▸ **THE PROBLEM**
Please output every entry below precisely as written.

= Beginning of Section =

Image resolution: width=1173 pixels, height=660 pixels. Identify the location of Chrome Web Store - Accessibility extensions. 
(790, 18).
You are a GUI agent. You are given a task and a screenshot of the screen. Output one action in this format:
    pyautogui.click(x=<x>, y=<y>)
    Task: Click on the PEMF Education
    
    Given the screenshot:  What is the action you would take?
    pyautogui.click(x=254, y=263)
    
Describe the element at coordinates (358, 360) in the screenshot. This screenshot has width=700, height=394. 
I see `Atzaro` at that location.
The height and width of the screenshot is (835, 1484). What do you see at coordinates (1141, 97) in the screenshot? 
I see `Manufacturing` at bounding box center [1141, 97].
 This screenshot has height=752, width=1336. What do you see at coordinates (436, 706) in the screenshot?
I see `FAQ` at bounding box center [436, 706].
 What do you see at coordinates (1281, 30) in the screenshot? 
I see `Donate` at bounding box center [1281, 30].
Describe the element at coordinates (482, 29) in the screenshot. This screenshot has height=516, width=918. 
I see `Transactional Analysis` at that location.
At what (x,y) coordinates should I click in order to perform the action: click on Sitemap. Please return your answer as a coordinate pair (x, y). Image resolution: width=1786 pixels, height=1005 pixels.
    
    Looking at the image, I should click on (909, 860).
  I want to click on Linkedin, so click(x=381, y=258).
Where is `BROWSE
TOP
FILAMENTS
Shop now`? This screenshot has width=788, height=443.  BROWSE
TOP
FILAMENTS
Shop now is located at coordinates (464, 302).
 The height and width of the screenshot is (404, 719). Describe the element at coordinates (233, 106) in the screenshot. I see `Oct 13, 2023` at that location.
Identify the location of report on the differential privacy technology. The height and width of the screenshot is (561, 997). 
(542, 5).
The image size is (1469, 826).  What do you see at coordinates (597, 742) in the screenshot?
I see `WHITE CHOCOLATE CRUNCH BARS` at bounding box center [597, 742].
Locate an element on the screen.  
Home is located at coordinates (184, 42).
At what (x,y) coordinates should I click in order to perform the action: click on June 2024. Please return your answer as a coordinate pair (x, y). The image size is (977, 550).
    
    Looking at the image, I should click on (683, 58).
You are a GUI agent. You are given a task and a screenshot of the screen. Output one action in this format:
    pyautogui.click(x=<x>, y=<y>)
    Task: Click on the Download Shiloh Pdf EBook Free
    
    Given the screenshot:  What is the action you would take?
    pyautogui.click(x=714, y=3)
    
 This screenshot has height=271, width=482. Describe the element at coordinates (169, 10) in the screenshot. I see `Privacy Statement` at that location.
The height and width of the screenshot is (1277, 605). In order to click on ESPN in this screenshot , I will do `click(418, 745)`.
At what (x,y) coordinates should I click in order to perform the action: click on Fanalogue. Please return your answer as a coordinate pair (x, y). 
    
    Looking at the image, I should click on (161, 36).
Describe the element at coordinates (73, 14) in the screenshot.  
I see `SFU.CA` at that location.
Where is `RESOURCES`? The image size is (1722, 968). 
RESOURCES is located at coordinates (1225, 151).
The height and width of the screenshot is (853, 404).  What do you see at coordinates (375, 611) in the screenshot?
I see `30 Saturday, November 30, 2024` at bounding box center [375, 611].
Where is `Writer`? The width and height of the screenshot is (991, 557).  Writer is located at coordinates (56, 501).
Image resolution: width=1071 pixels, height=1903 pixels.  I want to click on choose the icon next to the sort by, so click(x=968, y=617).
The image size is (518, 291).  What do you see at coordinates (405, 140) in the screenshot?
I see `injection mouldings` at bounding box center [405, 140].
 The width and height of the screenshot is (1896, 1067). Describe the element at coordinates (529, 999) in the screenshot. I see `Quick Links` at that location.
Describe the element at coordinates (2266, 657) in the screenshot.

= End of Section =

▸ **RESULT OF THE EXERCISE**
Image resolution: width=1173 pixels, height=660 pixels. Identify the location of Chrome Web Store - Accessibility extensions. 
(790, 18).
You are a GUI agent. You are given a task and a screenshot of the screen. Output one action in this format:
    pyautogui.click(x=<x>, y=<y>)
    Task: Click on the PEMF Education
    
    Given the screenshot:  What is the action you would take?
    pyautogui.click(x=254, y=263)
    
Describe the element at coordinates (358, 360) in the screenshot. This screenshot has width=700, height=394. 
I see `Atzaro` at that location.
The height and width of the screenshot is (835, 1484). What do you see at coordinates (1141, 97) in the screenshot? 
I see `Manufacturing` at bounding box center [1141, 97].
 This screenshot has height=752, width=1336. What do you see at coordinates (436, 706) in the screenshot?
I see `FAQ` at bounding box center [436, 706].
 What do you see at coordinates (1281, 30) in the screenshot? 
I see `Donate` at bounding box center [1281, 30].
Describe the element at coordinates (482, 29) in the screenshot. This screenshot has height=516, width=918. 
I see `Transactional Analysis` at that location.
At what (x,y) coordinates should I click in order to perform the action: click on Sitemap. Please return your answer as a coordinate pair (x, y). Image resolution: width=1786 pixels, height=1005 pixels.
    
    Looking at the image, I should click on (909, 860).
  I want to click on Linkedin, so click(x=381, y=258).
Where is `BROWSE
TOP
FILAMENTS
Shop now`? This screenshot has width=788, height=443.  BROWSE
TOP
FILAMENTS
Shop now is located at coordinates (464, 302).
 The height and width of the screenshot is (404, 719). Describe the element at coordinates (233, 106) in the screenshot. I see `Oct 13, 2023` at that location.
Identify the location of report on the differential privacy technology. The height and width of the screenshot is (561, 997). 
(542, 5).
The image size is (1469, 826).  What do you see at coordinates (597, 742) in the screenshot?
I see `WHITE CHOCOLATE CRUNCH BARS` at bounding box center [597, 742].
Locate an element on the screen.  
Home is located at coordinates (184, 42).
At what (x,y) coordinates should I click in order to perform the action: click on June 2024. Please return your answer as a coordinate pair (x, y). The image size is (977, 550).
    
    Looking at the image, I should click on (683, 58).
You are a GUI agent. You are given a task and a screenshot of the screen. Output one action in this format:
    pyautogui.click(x=<x>, y=<y>)
    Task: Click on the Download Shiloh Pdf EBook Free
    
    Given the screenshot:  What is the action you would take?
    pyautogui.click(x=714, y=3)
    
 This screenshot has height=271, width=482. Describe the element at coordinates (169, 10) in the screenshot. I see `Privacy Statement` at that location.
The height and width of the screenshot is (1277, 605). In order to click on ESPN in this screenshot , I will do `click(418, 745)`.
At what (x,y) coordinates should I click in order to perform the action: click on Fanalogue. Please return your answer as a coordinate pair (x, y). 
    
    Looking at the image, I should click on (161, 36).
Describe the element at coordinates (73, 14) in the screenshot.  
I see `SFU.CA` at that location.
Where is `RESOURCES`? The image size is (1722, 968). 
RESOURCES is located at coordinates (1225, 151).
The height and width of the screenshot is (853, 404).  What do you see at coordinates (375, 611) in the screenshot?
I see `30 Saturday, November 30, 2024` at bounding box center [375, 611].
Where is `Writer`? The width and height of the screenshot is (991, 557).  Writer is located at coordinates (56, 501).
Image resolution: width=1071 pixels, height=1903 pixels.  I want to click on choose the icon next to the sort by, so click(x=968, y=617).
The image size is (518, 291).  What do you see at coordinates (405, 140) in the screenshot?
I see `injection mouldings` at bounding box center [405, 140].
 The width and height of the screenshot is (1896, 1067). Describe the element at coordinates (529, 999) in the screenshot. I see `Quick Links` at that location.
Describe the element at coordinates (2266, 657) in the screenshot.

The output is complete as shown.